The new Canada-US trade relationship looks like the old one – and that’s a victory

The Globe and Mail | 26 May 2019

The new Canada-US trade relationship looks like the old one – and that’s a victory

by Graham Hughes/The Canadian Press

Sometimes in a negotiation, you have to work hard to stay in the same place. Sometimes, going nowhere is progress. Leaving the table with nothing more than the status quo? Sometimes, that’s a victory.

That sums up what the Trudeau government accomplished, and what it prevented, during more than two years of heated trade negotiations with the United States. Thanks to the conclusion last November of the United States-Mexico-Canada Agreement, and a May 17 deal that finally lifts U.S. tariffs on Canadian aluminum and steel, Canada’s most important trade relationship has come full circle.

After two years of conflict, not everything is the same – but not much has changed. And that is a win for Prime Minister Justin Trudeau’s government, and for Canada.

This country faced the prospect of a sustained economic assault from the moment U.S. President Donald Trump arrived in office.

After forcing a reopening of the North American free-trade agreement, Mr. Trump imposed the tariffs – 25 per cent on steel and 10 per cent on aluminum – on Canada and Mexico last June, as talks stalled. Mr. Trump, who had called the NAFTA the “worst trade deal in the world,” wanted to bludgeon his negotiating partners with his favourite weapon.

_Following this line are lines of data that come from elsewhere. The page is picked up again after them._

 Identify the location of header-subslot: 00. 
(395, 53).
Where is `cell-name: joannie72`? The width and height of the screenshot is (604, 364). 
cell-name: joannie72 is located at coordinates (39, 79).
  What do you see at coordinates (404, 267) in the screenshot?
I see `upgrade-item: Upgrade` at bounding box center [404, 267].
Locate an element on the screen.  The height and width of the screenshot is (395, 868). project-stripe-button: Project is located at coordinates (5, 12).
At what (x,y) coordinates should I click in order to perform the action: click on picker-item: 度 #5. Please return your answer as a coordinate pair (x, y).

The most galling detail was the invented basis for the tariffs. Mr. Trump invoked national security, as though Canada was a threat, rather than America’s best partner and friend. He used Section 232 of the U.S. Trade Expansion Act of 1962, which allows the U.S. President to consider the “national security of imports.” And so Canadian and Mexican steel and aluminum were deemed a risk and became more expensive for U.S. businesses to import.

The only place this charade was a win was in the mind of Mr. Trump.

Canada successfully finished the renegotiation of NAFTA. It was touch-and-go at times, with Mexico City and Washington at one point cutting Ottawa out of the loop, but the deal ultimately reached wasn’t far off the NAFTA status quo. However, the tariffs remained. The new trade deal, the USMCA, was signed by the three countries late in 2018.

It has since been in limbo, with NAFTA still in place because the USMCA remains unratified by each of the three partners. That situation evolved into an advantage for Canada and Mexico. Neither country was interested in ratifying the new trade deal while the tariffs were still in place. And in the United States, ratification stalled, with Democrats not eager to give Mr. Trump a trade win, and free-trade Republicans unhappy about the maintenance of trade-blocking tariffs. GOP Senator Chuck Grassley in late April penned a piece in The Wall Street Journal under the headline, “Trump’s Tariffs End or His Trade Deal Dies.”

The White House wanted to replace the tariffs with quotas to cap steel and aluminum imports; Canada and Mexico refused. Meanwhile, Mr. Trump had turned negotiations with China into another front in his trade wars. Fighting with the neighbours, which didn’t make sense to begin with, started to look outright foolish.

It was then that the White House made concessions. A deal was done to end the U.S. tariffs and Ottawa’s retaliatory duties – basically mutual disarmament. Those were not Washington’s original terms.

Free trade with the United States remains essential for Canada, even as this country diversifies its markets. Three-quarters of Canada’s merchandise exports go to our southern neighbour, and over the last five years exports to the United States have risen by $33.7-billion. That’s worth more than the value of Canada’s annual exports to China.

The next order of business is the USMCA. Ottawa is set to soon introduce legislation to ratify it. Time is short, as the House of Commons and the Senate rise in late June ahead of the fall election. U.S. vice-president Mike Pence is in Ottawa on May 30 to press the urgency.

Mr. Pence and his boss have a more complicated problem in Washington, where Congress may not ratify USMCA until 2020, if ever. For Canada, that is no great concern. If Congress ratifies the USMCA, fine. But if ratification is subsumed in an extended U.S. political wrestling match ahead of next year’s presidential election, then that’s okay too.

Because if Congress fails to approve USMCA, then NAFTA remains in force. And keeping NAFTA, or something close to it, was always Canada’s goal.